Alinsky’s revolution promised that by changing the structure of society’s institutions, it would rid America of such vices as socio-pathology and criminality. Arguing that these vices were caused not by personal character flaws but rather by external societal influences, Alinsky’s worldview was thoroughly steeped in the socialist left’s collectivist, class-based doctrine of economic determinism. “It is not the people who must be judged but the circumstances that made them that way,” declared Alinsky. Chief among these circumstances, he said, was capitalism, or, as he once put it, “the larcenous pressures of a materialistic society.”

To counter that materialism, Alinsky favored a socialist alternative. To lead society toward that alternative, Alinsky sought to train an army of “community organizers,” whom he affectionately called “radicals.” Finding themselves “adrift in the stormy sea of capitalism,” these radical community organizers would help society “advance from the jungle of laissez-faire capitalism to a world worthy of the name of human civilization.” They would, explained Alinsky, “hope for a future where the means of production will be owned by all of the people instead of just a comparative handful.” In other words, socialism.

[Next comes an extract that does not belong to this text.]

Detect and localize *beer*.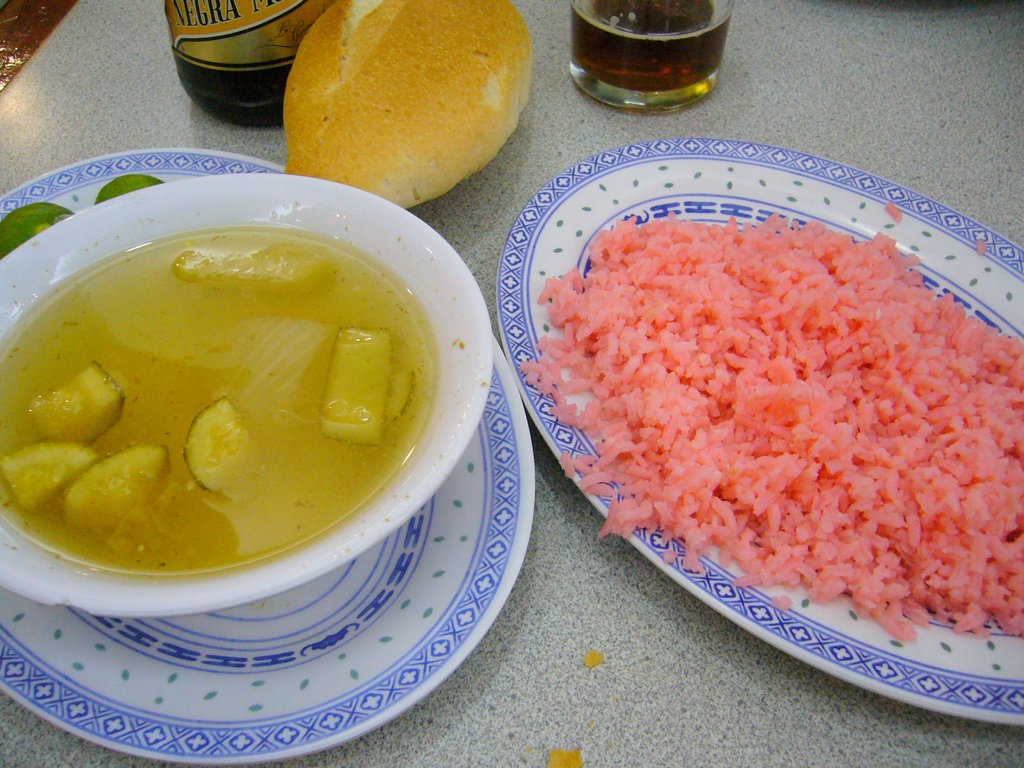
Localized at Rect(161, 0, 335, 129).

Alinsky laid out a set of basic principles to guide the actions and decisions of such “community organizers” and the “People’s Organizations” they established. The community organizer, he said, “must first rub raw the resentments of the people; fan the latent hostilities to the point of overt expression. He must search out controversy and issues, rather than avoid them, for unless there is controversy people are not concerned enough to act.” The organizer’s function, he added, was “to agitate to the point of conflict” and “to maneuver and bait the establishment so that it will publicly attack him as a ‘dangerous enemy.’”

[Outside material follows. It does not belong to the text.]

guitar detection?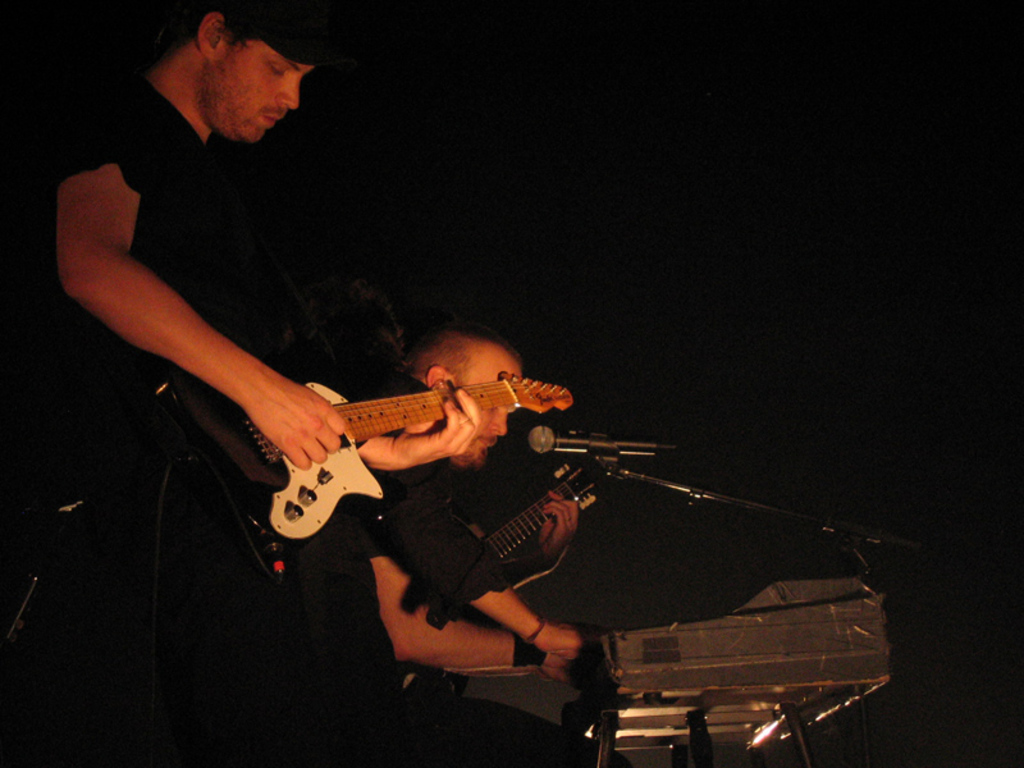
region(475, 392, 664, 589)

Alinsky stressed that community organizers and their followers needed to take care, when first unveiling their particular crusade for “change,” not to alienate the middle class with any type of crude language, defiant demeanor, or menacing appearance that suggested radicalism or a disrespect for middle class mores and traditions. For this very reason, he disliked the hippies and counterculture activists of the 1960s. As Richard Poe puts it: “Alinsky scolded the Sixties Left for scaring off potential converts in Middle America. True revolutionaries do not flaunt their radicalism, Alinsky taught. They cut their hair, put on suits and infiltrate the system from within.”

While his ultimate goal was nothing less than the “radicalization of the middle class,” Alinsky stressed the importance of “learning to talk the language of those with whom one is trying to converse.” “Tactics must begin with the experience of the middle class,” he said, “accepting their aversion to rudeness, vulgarity, and conflict. Start them easy, don’t scare them off.”

In the 1980s Barack Obama was trained as a “community organizer” by three mentors who were trained at the Alinsky-founded Industrial Areas Foundation (IAF) in the Windy City. Though he never met Alinsky personally (the latter died in 1972), Obama developed a reputation as a veritable master of Alinsky’s method. For several years thereafter, Obama himself taught workshops on that method, most notably with the organization ACORN.




Which perfectly sums up Obama's fronting moderate-sounding rhetoric, while in truth pursuing a radical and very destructive agenda, to implement the "radical transformation of America".

Although all too often, a few slips of Obama's true radicalism became abundantly clear in his rhetoric. Narcissistic and zealously revolutionary as he is, just couldn't restrain kneejerking or openly gloating occasionally his true ideology and intent.